Before 1980, scientists realized Mount St. Helens was a bit different from other volcanoes in that it was relatively young and explosive.

“But there was nothing imminent, nothing pressing about it at that time, so there weren’t funds for more studies,” Driedger said. “The Cascade volcanoes back then really didn’t make the list of hazards. But in 1980, after it started to reawaken, it became suddenly very real.”

After the catastrophic eruption, geologists on the ground had a hard time getting through roadblocks into affected areas to assess and document what had happened. The main goal of the Forest Service, and police and fire departments, was to keep people out of the damaged areas. But geologists needed to get in to see what was happening with the rock — both to study it and to warn the public if another explosion was coming, Waitt said.

“President (Jimmy) Carter came to the area in the third week, and we asked him to help us get access,” Waitt said. “Carter asked for aid and then we had six helicopters. A week after he came, we had full access to everything.”

As the eruption continued, scientists from other parts of the world with similar volcanoes came to the Pacific Northwest to study Mount St. Helens. Waitt remembers sharing notes with Japanese and Italian scientists on a variety of volcano features.

“Each of us would take a little time to be with these people,” Waitt said. “They each had their own expertise, and it was a huge two-way learning streak.”
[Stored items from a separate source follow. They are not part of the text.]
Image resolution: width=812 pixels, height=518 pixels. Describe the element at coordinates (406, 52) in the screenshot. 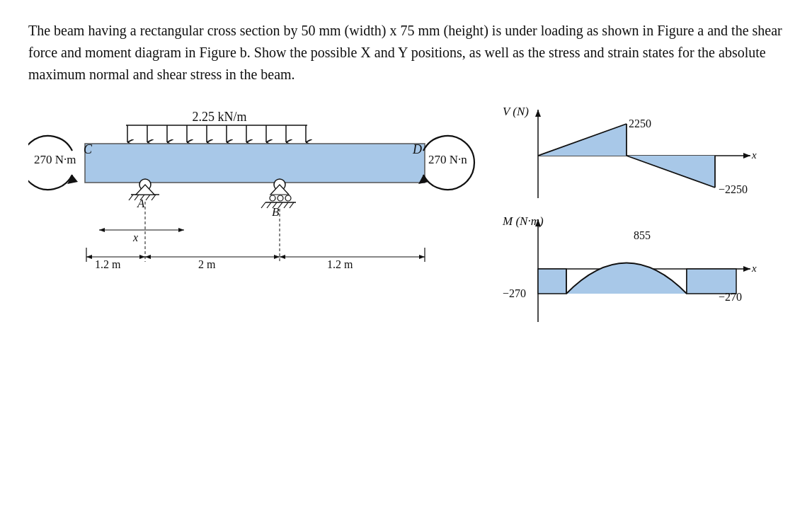

I see `problem-text: The beam having a rectangular cross sect…` at that location.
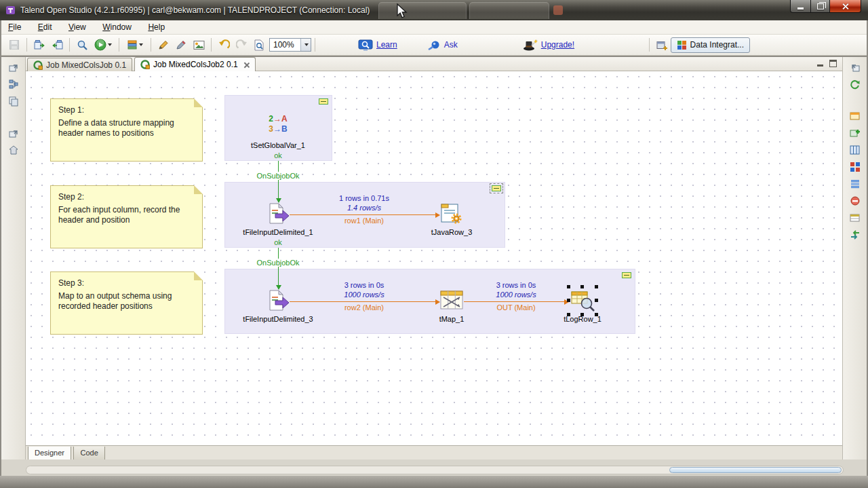 The width and height of the screenshot is (868, 488). Describe the element at coordinates (583, 301) in the screenshot. I see `component-tlogrow-1-selected` at that location.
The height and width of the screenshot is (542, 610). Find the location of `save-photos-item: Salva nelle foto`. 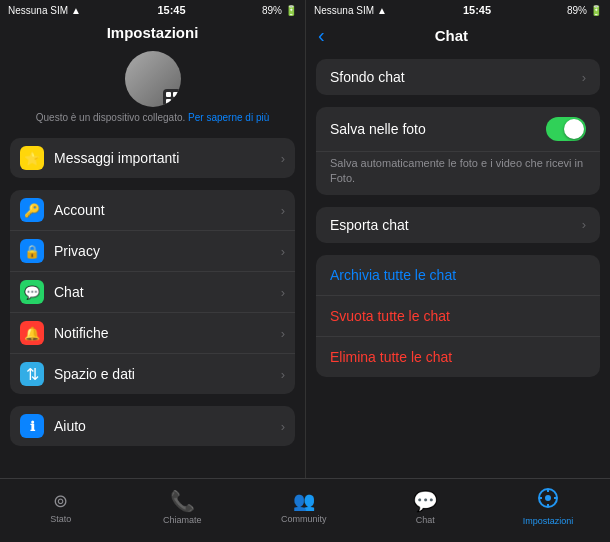

save-photos-item: Salva nelle foto is located at coordinates (458, 130).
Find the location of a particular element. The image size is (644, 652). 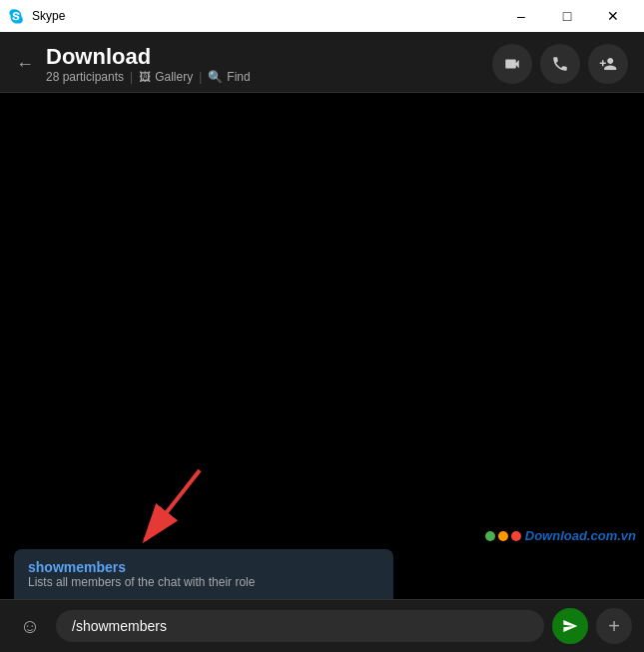

participants-count: 28 participants is located at coordinates (85, 77).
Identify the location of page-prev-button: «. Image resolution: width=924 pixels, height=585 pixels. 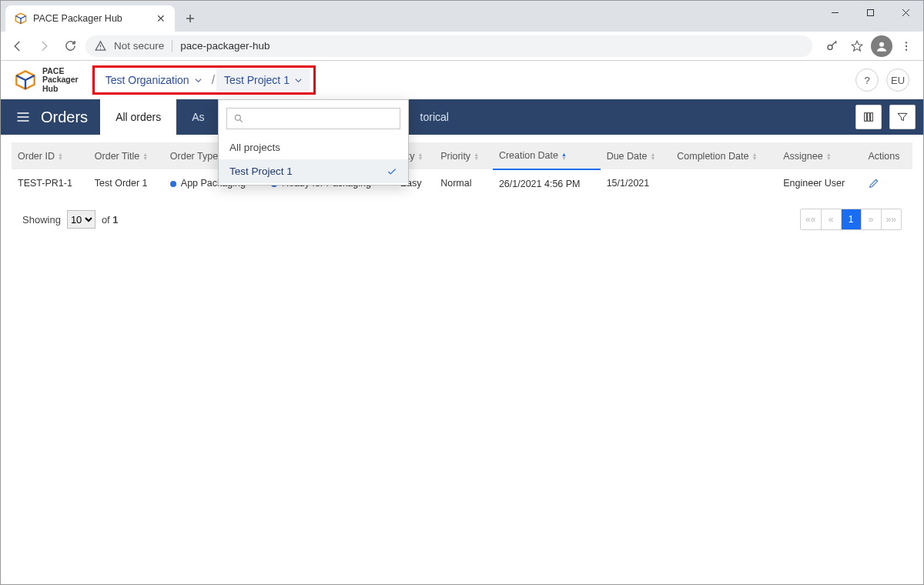
(831, 219).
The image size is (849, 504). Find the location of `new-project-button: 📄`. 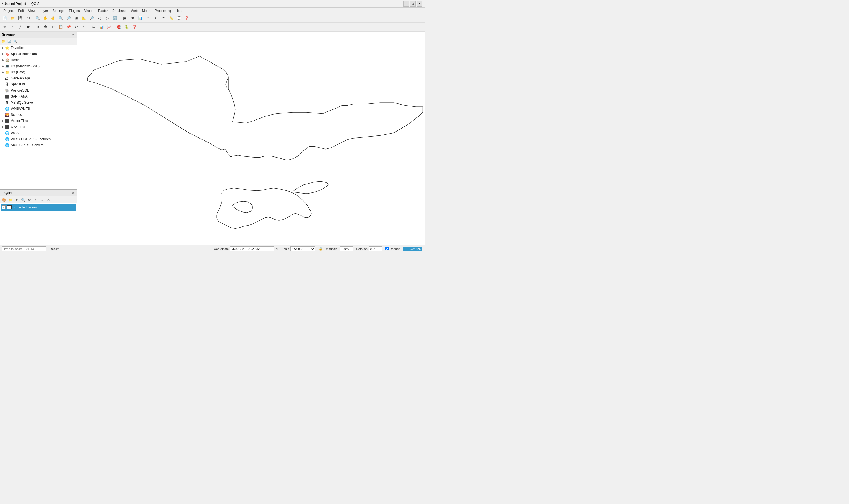

new-project-button: 📄 is located at coordinates (5, 18).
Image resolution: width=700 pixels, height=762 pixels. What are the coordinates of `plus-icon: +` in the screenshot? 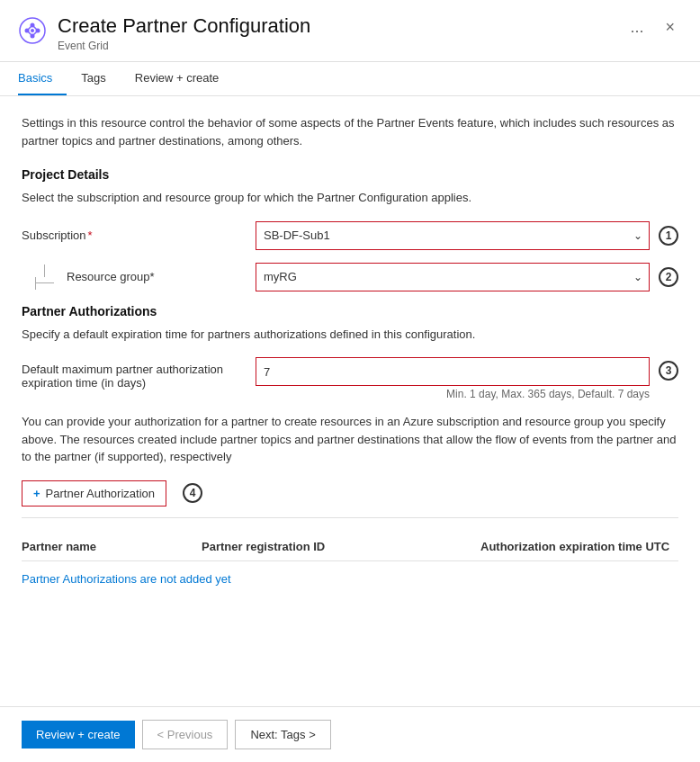 It's located at (37, 493).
Information gathered and relationships between scientists helped in other disasters, including the El Chichon eruption in Mexico in 1982, the Nevado del Ruiz eruption in Colombia in 1985 and the Mount Pinatubo eruption in the Philippines in 1991.

“The things we learned at Mount St. Helens — the need to monitor sites well before there’s any sign of unrest — that lesson was learned at Mount St. Helens and around the world,” Driedger said.

All the data scientists gathered, and continue to gather, informs a global community of scientists about the inner workings of dangerous volcanoes — and helps them warn the public of potential hazards.

“We’ve had observations from around the world, but westernized countries adding photographs of things moving, and other studies, not to mention getting in there with helicopters, it just really helped solidify a lot of the observations from the past,” Waitt said.

In the years that followed the eruption, technology also evolved to allow scientists to remotely monitor parts of the volcano in real time. A lot of that equipment was in place for Mount St. Helens’ eruptions in 1990-1991 and 2004-2008.

“In 1980 we really didn’t have any adequate instrumentation to monitor an explosive volcano,” Driedger said. “But there have been about 20 little eruptions since then. That shows Mount St. Helens is deserving of our attention. It’s like a laboratory.”

Today most of the Cascades volcanoes are covered with remote monitoring equipment connected with global positioning software that alert scientists to any little shakes or burps that occur. Those sensors are constantly tweaked and improved, she said.

“We’re always making a better mousetrap,” Driedger said. “All the new technologies that have come in the last few decades have gone into our monitors — cellphones, large-scale telemetry, newer data collection devices, everything is in digital format now, not analog.”